All emojis
Emojis (from Japanese ็ตตๆๅญ, meaning 'picture character') are Unicode pictographs that can be used in any text, just like regular letters and numbers. They are standardized by the Unicode Consortium and work across all modern operating systems, browsers and applications.
Key features of emojis:
For HTML-encoded special characters like Greek letters (ฮผ), arrows (โ) and quotes (ยซยป), see the HTML character map.

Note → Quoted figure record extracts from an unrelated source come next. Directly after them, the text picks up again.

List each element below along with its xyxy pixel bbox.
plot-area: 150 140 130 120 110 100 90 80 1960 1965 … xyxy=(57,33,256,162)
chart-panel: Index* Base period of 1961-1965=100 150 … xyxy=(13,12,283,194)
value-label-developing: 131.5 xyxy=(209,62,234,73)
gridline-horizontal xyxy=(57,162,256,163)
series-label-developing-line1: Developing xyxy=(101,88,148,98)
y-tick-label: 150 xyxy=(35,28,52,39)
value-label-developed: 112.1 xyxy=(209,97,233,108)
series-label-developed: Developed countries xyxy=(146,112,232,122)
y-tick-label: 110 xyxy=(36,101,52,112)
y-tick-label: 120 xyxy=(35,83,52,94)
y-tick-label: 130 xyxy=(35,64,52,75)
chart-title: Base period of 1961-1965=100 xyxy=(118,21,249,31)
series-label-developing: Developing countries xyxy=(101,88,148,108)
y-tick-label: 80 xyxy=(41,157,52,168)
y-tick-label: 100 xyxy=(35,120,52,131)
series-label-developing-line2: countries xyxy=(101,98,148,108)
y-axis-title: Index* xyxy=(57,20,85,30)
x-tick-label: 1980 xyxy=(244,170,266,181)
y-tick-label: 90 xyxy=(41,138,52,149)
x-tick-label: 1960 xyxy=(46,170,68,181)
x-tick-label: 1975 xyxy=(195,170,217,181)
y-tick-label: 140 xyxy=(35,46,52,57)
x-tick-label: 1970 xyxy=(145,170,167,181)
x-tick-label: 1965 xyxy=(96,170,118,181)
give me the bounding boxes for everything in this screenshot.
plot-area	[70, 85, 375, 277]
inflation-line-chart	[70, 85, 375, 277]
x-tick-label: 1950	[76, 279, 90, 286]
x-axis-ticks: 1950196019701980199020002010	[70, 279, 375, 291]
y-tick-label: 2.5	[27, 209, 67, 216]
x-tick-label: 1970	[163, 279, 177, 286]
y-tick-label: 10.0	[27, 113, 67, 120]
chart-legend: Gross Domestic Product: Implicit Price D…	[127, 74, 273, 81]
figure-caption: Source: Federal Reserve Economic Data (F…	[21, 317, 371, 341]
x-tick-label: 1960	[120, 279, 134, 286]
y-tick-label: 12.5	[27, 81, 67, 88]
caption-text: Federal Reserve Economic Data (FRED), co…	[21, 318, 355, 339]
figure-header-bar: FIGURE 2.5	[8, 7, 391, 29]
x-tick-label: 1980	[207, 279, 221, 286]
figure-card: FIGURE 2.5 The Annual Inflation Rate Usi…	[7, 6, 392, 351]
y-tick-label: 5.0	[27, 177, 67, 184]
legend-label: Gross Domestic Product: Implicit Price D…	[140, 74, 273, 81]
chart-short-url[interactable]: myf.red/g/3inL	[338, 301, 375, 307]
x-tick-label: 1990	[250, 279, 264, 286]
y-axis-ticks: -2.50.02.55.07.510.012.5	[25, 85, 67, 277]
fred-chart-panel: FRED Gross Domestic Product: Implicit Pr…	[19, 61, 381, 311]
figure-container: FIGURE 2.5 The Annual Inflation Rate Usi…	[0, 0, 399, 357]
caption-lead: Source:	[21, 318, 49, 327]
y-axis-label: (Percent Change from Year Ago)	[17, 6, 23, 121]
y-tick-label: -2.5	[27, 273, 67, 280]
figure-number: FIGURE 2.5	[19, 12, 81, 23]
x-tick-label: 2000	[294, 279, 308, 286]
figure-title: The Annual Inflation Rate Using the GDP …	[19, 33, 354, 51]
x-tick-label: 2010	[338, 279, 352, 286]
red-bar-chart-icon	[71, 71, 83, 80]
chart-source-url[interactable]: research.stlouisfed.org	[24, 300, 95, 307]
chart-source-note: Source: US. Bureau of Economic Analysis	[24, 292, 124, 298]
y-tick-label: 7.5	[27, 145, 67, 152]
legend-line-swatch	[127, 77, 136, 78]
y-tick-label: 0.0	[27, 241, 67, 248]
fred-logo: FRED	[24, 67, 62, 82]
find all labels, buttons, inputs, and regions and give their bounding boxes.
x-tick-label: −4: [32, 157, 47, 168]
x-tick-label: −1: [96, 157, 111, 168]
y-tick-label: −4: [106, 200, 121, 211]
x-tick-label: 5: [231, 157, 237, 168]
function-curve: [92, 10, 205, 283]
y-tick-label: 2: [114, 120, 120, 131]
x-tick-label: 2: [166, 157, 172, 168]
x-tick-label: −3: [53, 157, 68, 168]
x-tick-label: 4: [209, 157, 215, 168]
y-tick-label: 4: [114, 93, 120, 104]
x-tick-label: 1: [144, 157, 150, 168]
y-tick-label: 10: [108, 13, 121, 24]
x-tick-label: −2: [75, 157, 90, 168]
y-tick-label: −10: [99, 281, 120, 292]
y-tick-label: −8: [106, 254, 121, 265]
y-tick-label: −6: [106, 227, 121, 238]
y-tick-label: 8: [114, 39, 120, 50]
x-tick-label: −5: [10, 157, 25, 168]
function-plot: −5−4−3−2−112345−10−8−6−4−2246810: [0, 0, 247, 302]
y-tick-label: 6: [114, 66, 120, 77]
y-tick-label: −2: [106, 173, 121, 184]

Find emojis by typing keywords like "smile", "heart", "flag" or "animal". Popular searches: arrows • clocks • country flags • fruits • games • phones • hearts • faces or browse random emojis
breast-feeding: light skin tone
elf: light skin tone
man genie
man kneeling: medium-dark skin tone
woman kneeling
man with white cane facing right
person in manual wheelchair: medium-dark skin tone
woman running facing right: dark skin tone
people with bunny ears: medium skin tone, medium-light skin tone
woman mountain biking: dark skin tone
people wrestling: light skin tone, medium-light skin tone
women holding hands: medium skin tone, light skin tone
kiss: person, person, dark skin tone, light skin tone
family: man, boy, boy
baby bottle
hot springs
two-thirty
magic wand
diamond suit
level slider
envelope
litter in bin sign
right arrow curving up
wavy dash
Copy and paste: Click on any emoji to see its details, then copy the character or code you need.
In HTML: Use the Unicode codepoint like 😀 or paste the emoji directly.
😀
In URLs: Use the URL-encoded version like %F0%9F%98%80 for query parameters.
%F0%9F%98%80
In domain names: Use punycode encoding for emoji domains (e.g., ๐ฉ.la becomes xn--ls8h.la).